Program (in data analysis)
A set of precise steps that takes data as input and can transform, summarize, and extract patterns from it.
Transform (data)
Change data’s form or representation (e.g., convert units, create new fields, recode categories).
Summarize (data)
Compute compact descriptions of a dataset such as counts, totals, averages, minimum/maximum, or distributions.
Pattern extraction
Using computation to find relationships, trends, clusters, or unusual values (anomalies) in data.
Iteration (through a dataset)
Looping through many records/values to compute results (e.g., checking every row in a table).
Filtering
Keeping only records that match a condition (e.g., only rows where grade = 12 or value > threshold).
Aggregation
Grouping and combining data to produce summaries (e.g., totals per category).
Visualization
Presenting results in charts/graphs/maps so humans can interpret patterns and summaries.
Data-processing pipeline
Common sequence of steps: input → parse → clean/validate → transform → analyze → output.
Parse
Interpret a data format into usable parts (e.g., split a CSV row into columns).
Clean/Validate
Detect and handle missing/invalid values, formatting issues, duplicates, and inconsistencies so analysis is reliable.
Selection (rows)
A process that keeps specific records based on a rule (e.g., appending only rows where grade = 12).
Counter (variable)
A variable that increases by 1 for each item that matches a condition (used for counting).
Sum (accumulator)
A running total that adds the data values themselves (used before computing totals/averages).
Average (mean)
A summary statistic computed as total sum divided by number of items; requires both sum and count (or LENGTH).
Missing values
Data entries not recorded or absent (e.g., blank, NA, null, ?), which can skew or break computations if not handled.
Duplicate records
The same person/event recorded multiple times; can distort counts and totals unless duplicates are appropriately handled.
Inconsistent categories
Same category represented in different text forms (e.g., "NY", "New York", "newyork"), preventing correct grouping/counting without standardization.
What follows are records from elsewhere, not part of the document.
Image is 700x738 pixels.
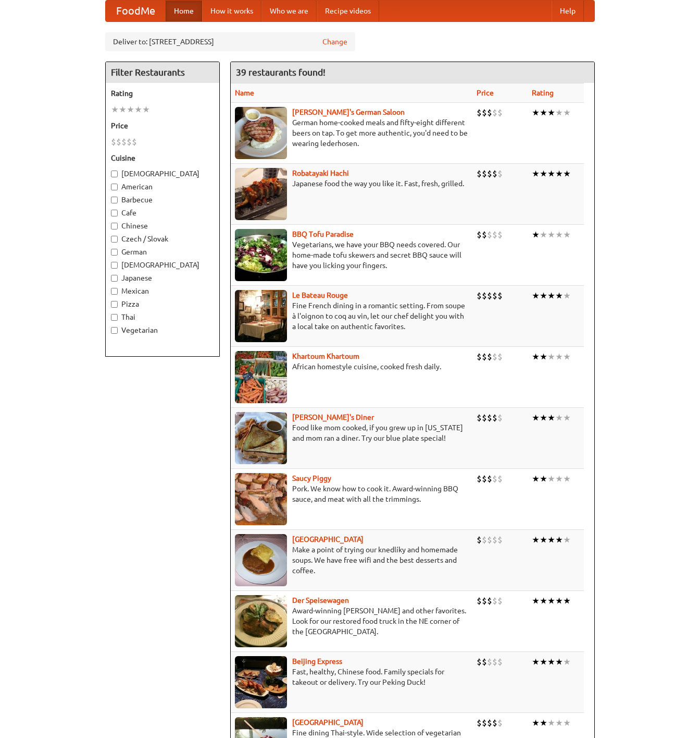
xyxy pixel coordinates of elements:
li: $ [492,412,497,423]
li: $ [476,534,482,546]
a: [PERSON_NAME]'s Diner [292,413,374,421]
a: How it works [202,1,262,21]
li: $ [492,473,497,485]
li: ★ [532,534,539,546]
input: American [111,184,118,191]
li: ★ [547,168,555,179]
li: $ [488,290,492,302]
li: ★ [547,229,555,241]
li: $ [482,229,488,241]
b: Der Speisewagen [292,596,349,604]
li: $ [497,290,503,302]
a: Rating [532,89,554,97]
label: Chinese [111,221,214,231]
li: $ [497,656,503,668]
input: Cafe [111,210,118,217]
li: ★ [539,351,547,363]
a: Robatayaki Hachi [292,169,349,177]
li: $ [482,168,488,179]
li: ★ [562,595,570,606]
a: Recipe videos [316,1,379,21]
li: $ [488,229,492,241]
li: $ [482,290,488,302]
input: [DEMOGRAPHIC_DATA] [111,262,118,268]
li: $ [488,473,492,485]
li: ★ [555,656,562,668]
li: $ [488,412,492,423]
img: saucy.jpg [235,473,288,525]
p: Food like mom cooked, if you grew up in [US_STATE] and mom ran a diner. Try our blue plate special! [235,422,468,444]
label: American [111,182,214,192]
li: $ [482,107,488,118]
p: Make a point of trying our knedlíky and homemade soups. We have free wifi and the best desserts a... [235,544,468,575]
p: African homestyle cuisine, cooked fresh daily. [235,361,468,371]
a: Khartoum Khartoum [292,352,360,360]
li: ★ [547,290,555,302]
a: Help [551,1,584,21]
li: ★ [562,107,570,118]
li: ★ [562,168,570,179]
li: $ [488,656,492,668]
li: ★ [539,229,547,241]
li: ★ [555,351,562,363]
li: ★ [539,107,547,118]
p: Fast, healthy, Chinese food. Family specials for takeout or delivery. Try our Peking Duck! [235,666,468,687]
img: khartoum.jpg [235,351,288,403]
li: $ [497,168,503,179]
li: ★ [539,412,547,423]
li: $ [482,534,488,546]
li: ★ [555,534,562,546]
li: $ [476,595,482,606]
li: ★ [539,656,547,668]
li: $ [497,412,503,423]
li: $ [482,717,488,728]
label: Czech / Slovak [111,234,214,244]
li: $ [482,595,488,606]
li: ★ [547,656,555,668]
li: $ [492,717,497,728]
label: German [111,246,214,257]
input: Mexican [111,288,118,294]
a: BBQ Tofu Paradise [292,230,354,238]
li: ★ [562,290,570,302]
h4: Filter Restaurants [106,63,219,83]
li: ★ [547,351,555,363]
li: $ [497,534,503,546]
b: Saucy Piggy [292,473,332,482]
li: ★ [532,595,539,606]
li: $ [121,136,126,147]
li: $ [476,107,482,118]
li: ★ [539,473,547,485]
input: Japanese [111,275,118,282]
li: $ [492,290,497,302]
b: Le Bateau Rouge [292,291,348,299]
li: ★ [562,229,570,241]
li: ★ [562,351,570,363]
li: $ [476,473,482,485]
label: Japanese [111,273,214,283]
label: Cafe [111,207,214,218]
a: Beijing Express [292,657,342,666]
a: [GEOGRAPHIC_DATA] [292,718,363,726]
p: Pork. We know how to cook it. Award-winning BBQ sauce, and meat with all the trimmings. [235,483,468,504]
li: ★ [532,107,539,118]
li: ★ [532,656,539,668]
p: Fine French dining in a romantic setting. From soupe à l'oignon to coq au vin, let our chef delig... [235,300,468,332]
a: Name [235,89,254,97]
img: tofuparadise.jpg [235,229,288,281]
input: [DEMOGRAPHIC_DATA] [111,171,118,177]
li: $ [488,168,492,179]
li: $ [497,595,503,606]
li: $ [476,229,482,241]
li: ★ [111,104,118,115]
li: $ [492,229,497,241]
input: Pizza [111,301,118,307]
li: $ [492,351,497,363]
li: ★ [555,595,562,606]
a: FoodMe [106,1,165,21]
Outlier / impossible value
An unusually extreme or invalid entry (e.g., negative age, temperature of 999) that may indicate error or a rare real event.
Biased sample
Data that does not represent the target population; programs cannot fix this, so results may be misleading.
Correlation vs. causation
A correlation means two values vary together; it does not prove one causes the other.
Metadata
“Data about data”: context that explains meaning, units, quality, and constraints so data can be interpreted correctly.
Data dictionary
A metadata document describing each field/column (name, meaning, data type, allowed values, units, missing-value rules).
Imputation
Filling in missing data with an estimated/default value (e.g., group average), which can hide uncertainty and distort results if unjustified.